January 11, 2016

Taoist Meaning

Continuing  to discuss Taoism for the Modern Age...

Let's say I give you two sums: 1+1+1+1+1+1+1+1 and 4+4.  Both sum up to 8, and from a pure arithmetic point of view this means they mean the same thing.

Now let's say that the first expression represents a coach going out and recruiting athletes to make up the eight of the rowing team, and the second expression represents a man with three sons marrying a woman with three daughters (i.e the Brady Bunch).

Either way you end up with eight people. Counting the people, turning them into numbers, and then summing them to a total is an example of reductive meaning. This might be just what you want if you need to fill a block of 8 seats in the theatre, or a table of 8 at a banquet, since any eight people will fill the bill.

But for the purposes of winning at Henley or starting a sitcom, the two groups of 8 are not equivalent. A lot of detail about the full picture gets eliminated when you sum things up into a simplified whole.

Language is also reductive in a similar way to arithmetic.  When I call the first eight people as "a rowing team", I focus on a subset of the attributes of those people, and I lose the fact that one of them is, say, called Fred and is a fanatical supporter of Manchester United.  When I call the second eight people as a "blended family", I may lose the information that Jan is jealous of the attention her older sister Marcia receives.

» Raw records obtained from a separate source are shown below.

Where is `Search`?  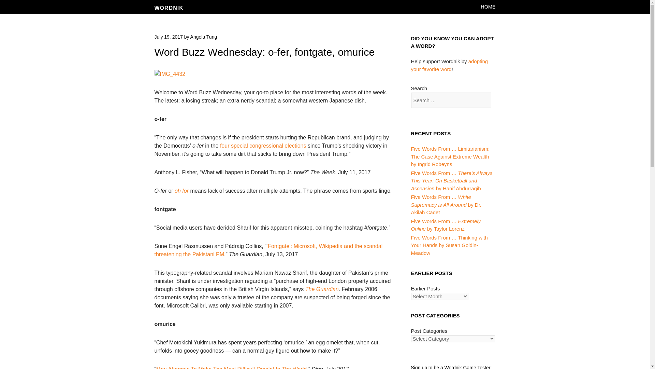 Search is located at coordinates (21, 4).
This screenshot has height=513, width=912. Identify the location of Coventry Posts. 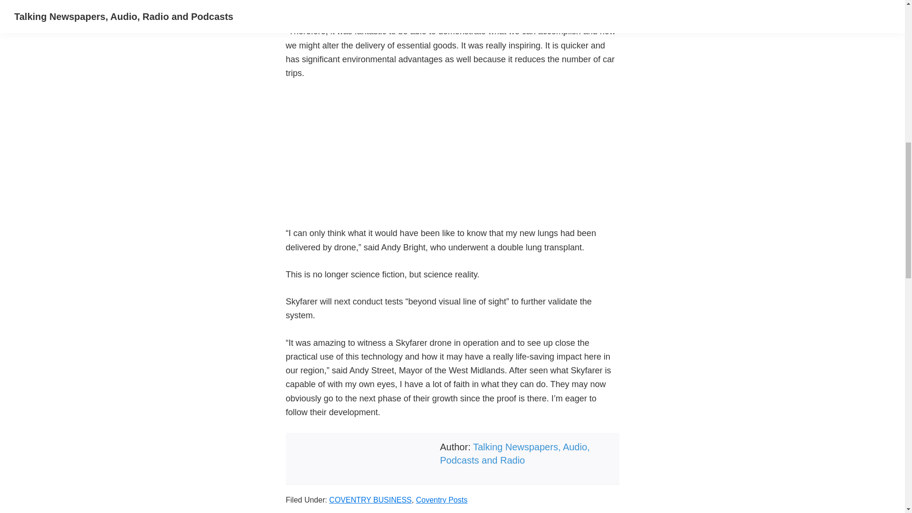
(442, 500).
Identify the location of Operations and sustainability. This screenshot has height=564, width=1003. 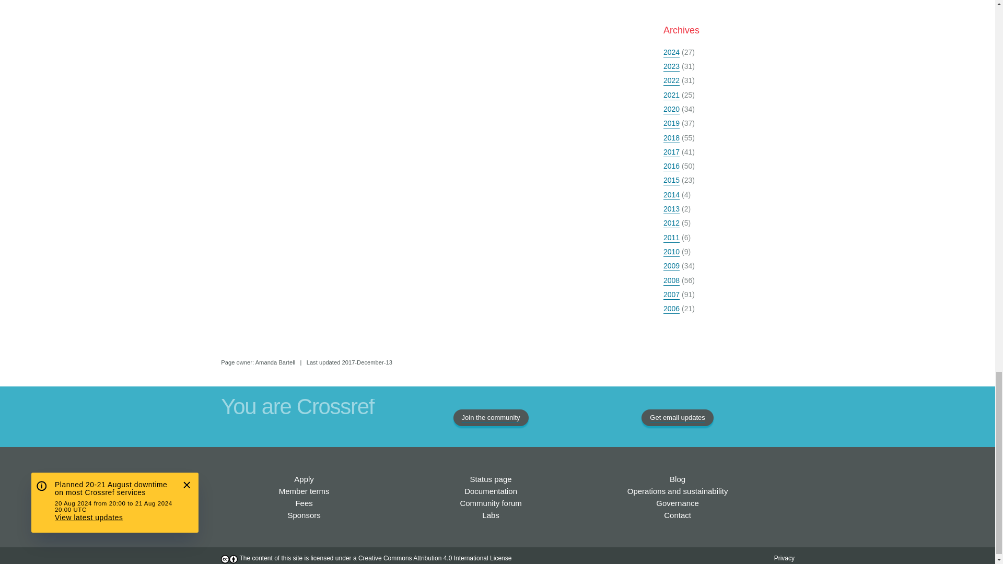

Any reality is much more complex than any description of it.  The limitations of our minds and of our language require us to reduce what we experience to such descriptions.  For this reason, we need to remind ourselves that we never have the whole picture if we want to remain in touch with reality.

While it may be convenient for a focused purpose to reduce things down to a simpler description, the true meaning of things can only ever be in their full, indescribable complexity.